The position is there for the taking, one that has traditionally been an area of strength for Northern Illinois.
With Chad Spann gone, the competition to replace him at running back has been intense. But as the Huskies prepare for their spring game Saturday, there is no clear-cut front-runner for the job.
Jasmin Hopkins, Jamal Womble and Akeem Daniels are all in the mix to become the starter. Coach Dave Doeren said there will be plenty more competition to be had at that spot come the fall. For now, the three are working on consistency, a key word Hopkins and Womble reiterated in separate telephone interviews this week.
“There couldn’t be a better situation for me,” said Womble, who enrolled at Northern Illinois in January out of Hutchinson (Kan.) Community College. “With Chad leaving, there are huge shoes to fill, and there will be a lot of pressure. But as a competitor, you want that pressure.”
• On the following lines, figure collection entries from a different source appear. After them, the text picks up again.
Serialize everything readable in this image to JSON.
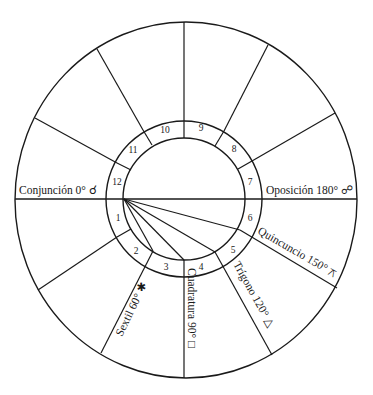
{
  "diagram": {
    "type": "astrological-aspect-wheel",
    "houses": [
      "1",
      "2",
      "3",
      "4",
      "5",
      "6",
      "7",
      "8",
      "9",
      "10",
      "11",
      "12"
    ],
    "aspects": [
      {
        "name": "Conjunción",
        "degrees": "0°",
        "symbol": "☌",
        "label": "Conjunción 0° ☌"
      },
      {
        "name": "Sextil",
        "degrees": "60°",
        "symbol": "✱",
        "label": "Sextil 60° ✱"
      },
      {
        "name": "Cuadratura",
        "degrees": "90°",
        "symbol": "□",
        "label": "Cuadratura 90° □"
      },
      {
        "name": "Trígono",
        "degrees": "120°",
        "symbol": "△",
        "label": "Trígono 120° △"
      },
      {
        "name": "Quincuncio",
        "degrees": "150°",
        "symbol": "⚻",
        "label": "Quincuncio 150° ⚻"
      },
      {
        "name": "Oposición",
        "degrees": "180°",
        "symbol": "☍",
        "label": "Oposición 180° ☍"
      }
    ],
    "colors": {
      "line": "#1a1a1a",
      "background": "#ffffff"
    }
  }
}
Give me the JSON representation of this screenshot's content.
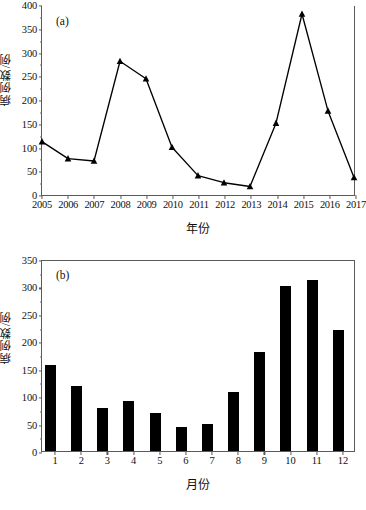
{
  "figure": {
    "background": "#ffffff",
    "line_color": "#000000",
    "bar_color": "#000000",
    "axis_color": "#5a5a5a"
  },
  "panel_a": {
    "tag": "(a)",
    "xlabel": "年份",
    "ylabel": "病例数/例"
  },
  "panel_b": {
    "tag": "(b)",
    "xlabel": "月份",
    "ylabel": "病例数/例"
  },
  "chart_data": [
    {
      "type": "line",
      "panel": "(a)",
      "title": "",
      "xlabel": "年份",
      "ylabel": "病例数/例",
      "categories": [
        "2005",
        "2006",
        "2007",
        "2008",
        "2009",
        "2010",
        "2011",
        "2012",
        "2013",
        "2014",
        "2015",
        "2016",
        "2017"
      ],
      "values": [
        113,
        77,
        72,
        283,
        246,
        101,
        41,
        26,
        18,
        152,
        383,
        178,
        37
      ],
      "marker": "triangle-filled",
      "ylim": [
        0,
        400
      ],
      "yticks": [
        0,
        50,
        100,
        150,
        200,
        250,
        300,
        350,
        400
      ],
      "ytick_labels": [
        "0",
        "50",
        "100",
        "150",
        "200",
        "250",
        "300",
        "350",
        "400"
      ],
      "grid": false,
      "legend": "none"
    },
    {
      "type": "bar",
      "panel": "(b)",
      "title": "",
      "xlabel": "月份",
      "ylabel": "病例数/例",
      "categories": [
        "1",
        "2",
        "3",
        "4",
        "5",
        "6",
        "7",
        "8",
        "9",
        "10",
        "11",
        "12"
      ],
      "values": [
        157,
        118,
        79,
        92,
        69,
        43,
        50,
        107,
        181,
        300,
        311,
        221
      ],
      "ylim": [
        0,
        350
      ],
      "yticks": [
        0,
        50,
        100,
        150,
        200,
        250,
        300,
        350
      ],
      "ytick_labels": [
        "0",
        "50",
        "100",
        "150",
        "200",
        "250",
        "300",
        "350"
      ],
      "grid": false,
      "legend": "none"
    }
  ]
}
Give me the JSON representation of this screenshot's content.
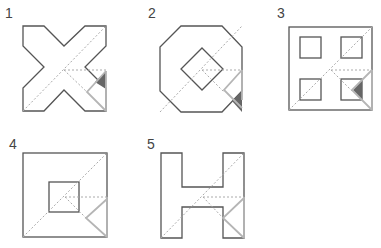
{
  "figure": {
    "colors": {
      "outline": "#555555",
      "dashed": "#aaaaaa",
      "fold": "#b5b5b5",
      "fold_dark": "#666666"
    },
    "shapes": [
      {
        "label": "1",
        "shape": "X-shape cross",
        "fold_shading": "dark triangle above fold"
      },
      {
        "label": "2",
        "shape": "octagon with diamond hole",
        "fold_shading": "dark triangle below fold"
      },
      {
        "label": "3",
        "shape": "square with four square holes",
        "fold_shading": "dark triangle inside bottom-right hole"
      },
      {
        "label": "4",
        "shape": "square with central square hole",
        "fold_shading": "none"
      },
      {
        "label": "5",
        "shape": "H-shape",
        "fold_shading": "none"
      }
    ]
  }
}
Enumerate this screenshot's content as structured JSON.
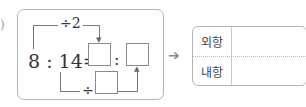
{
  "problem": {
    "stray_mark": ")",
    "expression": {
      "left_term": "8",
      "colon": ":",
      "right_term": "14",
      "equals": "=",
      "colon_right": ":"
    },
    "top_operation": "÷2",
    "bottom_operation": "÷",
    "arrow": "➔"
  },
  "answer_table": {
    "rows": [
      {
        "label": "외항",
        "value": ""
      },
      {
        "label": "내항",
        "value": ""
      }
    ]
  }
}
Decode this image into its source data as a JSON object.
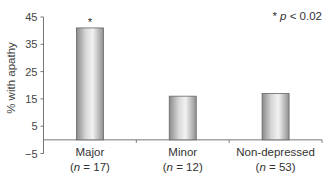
{
  "chart_data": {
    "type": "bar",
    "title": "",
    "xlabel": "",
    "ylabel": "% with apathy",
    "ylim": [
      -5,
      45
    ],
    "yticks": [
      -5,
      5,
      15,
      25,
      35,
      45
    ],
    "grid": false,
    "legend": null,
    "categories": [
      "Major",
      "Minor",
      "Non-depressed"
    ],
    "category_sublabels": [
      "(n = 17)",
      "(n = 12)",
      "(n = 53)"
    ],
    "sample_sizes": [
      17,
      12,
      53
    ],
    "values": [
      41,
      16,
      17
    ],
    "significance_markers": [
      "*",
      "",
      ""
    ],
    "annotation": "* p < 0.02",
    "bar_color": "#b8b8b8"
  }
}
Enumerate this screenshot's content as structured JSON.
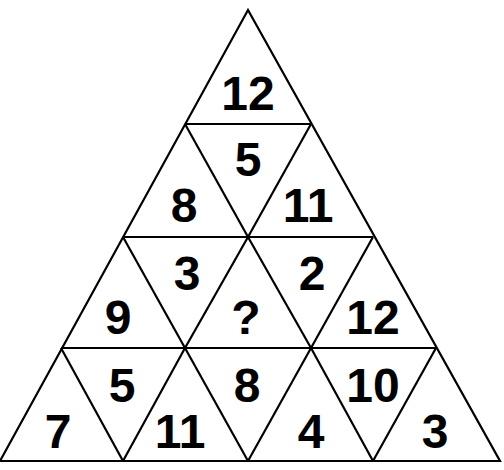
{
  "puzzle": {
    "type": "triangle number puzzle",
    "rows": [
      {
        "row": 1,
        "cells": [
          "12"
        ]
      },
      {
        "row": 2,
        "cells": [
          "8",
          "5",
          "11"
        ]
      },
      {
        "row": 3,
        "cells": [
          "9",
          "3",
          "?",
          "2",
          "12"
        ]
      },
      {
        "row": 4,
        "cells": [
          "7",
          "5",
          "11",
          "8",
          "4",
          "10",
          "3"
        ]
      }
    ]
  },
  "cells": {
    "r1c1": "12",
    "r2c1": "8",
    "r2c2": "5",
    "r2c3": "11",
    "r3c1": "9",
    "r3c2": "3",
    "r3c3": "?",
    "r3c4": "2",
    "r3c5": "12",
    "r4c1": "7",
    "r4c2": "5",
    "r4c3": "11",
    "r4c4": "8",
    "r4c5": "4",
    "r4c6": "10",
    "r4c7": "3"
  },
  "colors": {
    "line": "#000000",
    "background": "#ffffff"
  }
}
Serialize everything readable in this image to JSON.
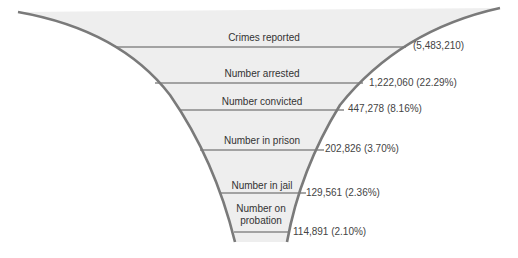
{
  "diagram": {
    "type": "funnel",
    "colors": {
      "fill": "#eeeeee",
      "outline": "#7a7a7a",
      "divider": "#888888",
      "text": "#333333"
    },
    "stages": [
      {
        "label": "Crimes reported",
        "value": "(5,483,210)"
      },
      {
        "label": "Number arrested",
        "value": "1,222,060 (22.29%)"
      },
      {
        "label": "Number convicted",
        "value": "447,278 (8.16%)"
      },
      {
        "label": "Number in prison",
        "value": "202,826 (3.70%)"
      },
      {
        "label": "Number in jail",
        "value": "129,561 (2.36%)"
      },
      {
        "label_line1": "Number on",
        "label_line2": "probation",
        "value": "114,891 (2.10%)"
      }
    ]
  }
}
Hopkins and Daniels were on the team last season and watched Spann dominate, rushing for 1,388 yards and a school single-season record 22 touchdowns en route to MAC Offensive Player of the Year honors and the MAC Vern Smith Leadership Award.
But then Womble entered the picture. A former four-star running back out of high school in Arizona, he initially signed with North Carolina. He broke his wrist his redshirt freshman season there and then ran into academic troubles, so he transferred to Hutchinson.
Then-coach Jerry Kill offered him a scholarship, and Womble was set to accept. But then Kill abruptly resigned to become head coach at Minnesota and Northern Illinois was out. What changed his mind? Tom Matukewicz was recruiting him, and he stayed on staff. Then he started thinking about what Doeren brings to the Huskies.
Doeren served as the defensive coordinator at Wisconsin, a traditional power run team that used three running backs last season in John Clay, Montee Ball and James White. Those three combined for 3,060 yards and 46 touchdowns in 2010. Clay and White each had more than 1,000 yards, while Ball finished 4 yards shy of reaching 1,000.
“Coach Doeren said nothing was going to change,” Womble said. “He said he would still run the ball and be a hard-nosed team.”
When Womble arrived, he was embraced by the other running backs even though he was their main competition. “There’s been no hostility, and that’s something I’ve appreciated since Day 1,” Womble said. “I didn’t know how people would react to me because there was hype. I came from a bigger school and maybe guys thought I would be coming in there taking their job. But it hasn’t been like that.”
Womble is a different type of running back than Hopkins and Daniels, bringing more power. Hopkins and Daniels are much quicker. But they have the advantage of playing experience at Northern Illinois. Hopkins is the top returning running back on the roster, with 366 yards and two touchdowns.
For Hopkins, the transition to yet another coaching staff has been tough. He also played at junior college in Kansas before arriving at Northern Illinois last year. But he learned enough from Spann to help him headed into this spring even though there are new coaches and new terminology.
“Being patient is one of the main things because when I first got here, I was seeing one thing and running sideline to sideline,” Hopkins said. “But in D-I, linemen and linebackers are just as fast as you so you can’t do that. He also taught me better technique that I had never learned before. I put it all together and it made me into a better player. I’m having a way better spring than I had last year.”
Chandler Harnish returns as quarterback, giving the Huskies yet another threat to run the football. With so many options, it appears the Huskies are in good shape headed into the fall, even without Spann leading the way.
“The competition has made us better,” Hopkins said. “We all know the starting job is open. Whoever is most consistent is going to play.”